Background Notes for Opening Remarks to Inquiry into Housing Affordability in Australia 2. Affordability

The standard measures of housing affordability essentially try to measure housing loan repayments relative to household income. There are various measures in existence. The one shown in Chart 5 is calculated by the Reserve Bank. It measures the proportion of average household disposable income needed to cover repayments on a median-priced house (assuming a 20 per cent deposit and a 25-year loan). The broad picture is that this ratio is now much higher than it was in the mid 1990s, and only a little below what it was in the late 1980s.

There are three factors that drive changes in this measure: house prices; household incomes; and interest rates. Chart 6 shows how these factors have changed in recent years.

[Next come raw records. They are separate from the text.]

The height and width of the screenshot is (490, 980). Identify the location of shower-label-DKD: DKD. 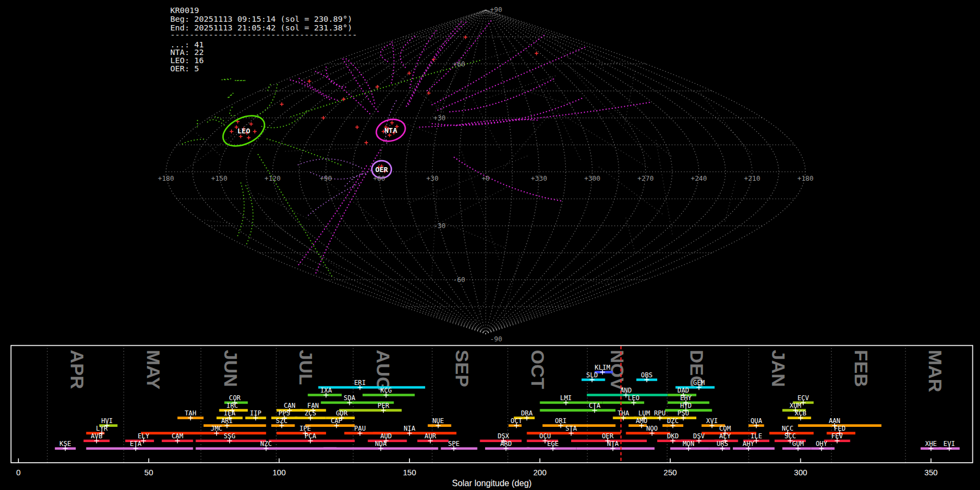
(673, 436).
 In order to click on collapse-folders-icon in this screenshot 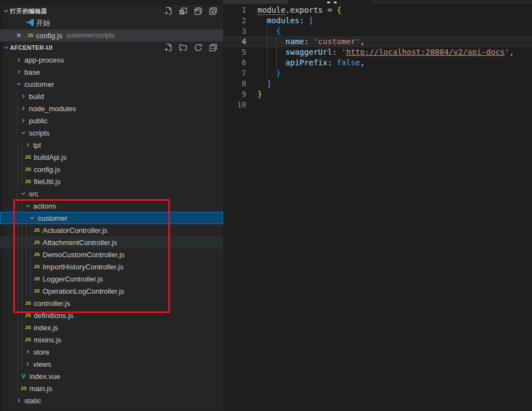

The top panel of the graph shows the ratio of median house prices to average annual household income. In the mid 1990s, house prices were around 3 times average annual income; by the end of the housing boom in late 2003, this ratio had risen to about 6. It then declined for a couple of years, as house prices stabilised while incomes grew, but more recently house prices have been rising at least as fast as incomes.

Mortgage interest rates are plotted in the bottom panel. They have shown a couple of cycles over the period shown in the chart, rising in the late 1990s and again in recent years, but these cycles have taken place around a flat trend. Mortgage interest rates today are much the same as they were around 1996–1997.

We are therefore left with the conclusion that the decline in measures of housing affordability since the mid 1990s is almost entirely due to the rise in house prices relative to incomes.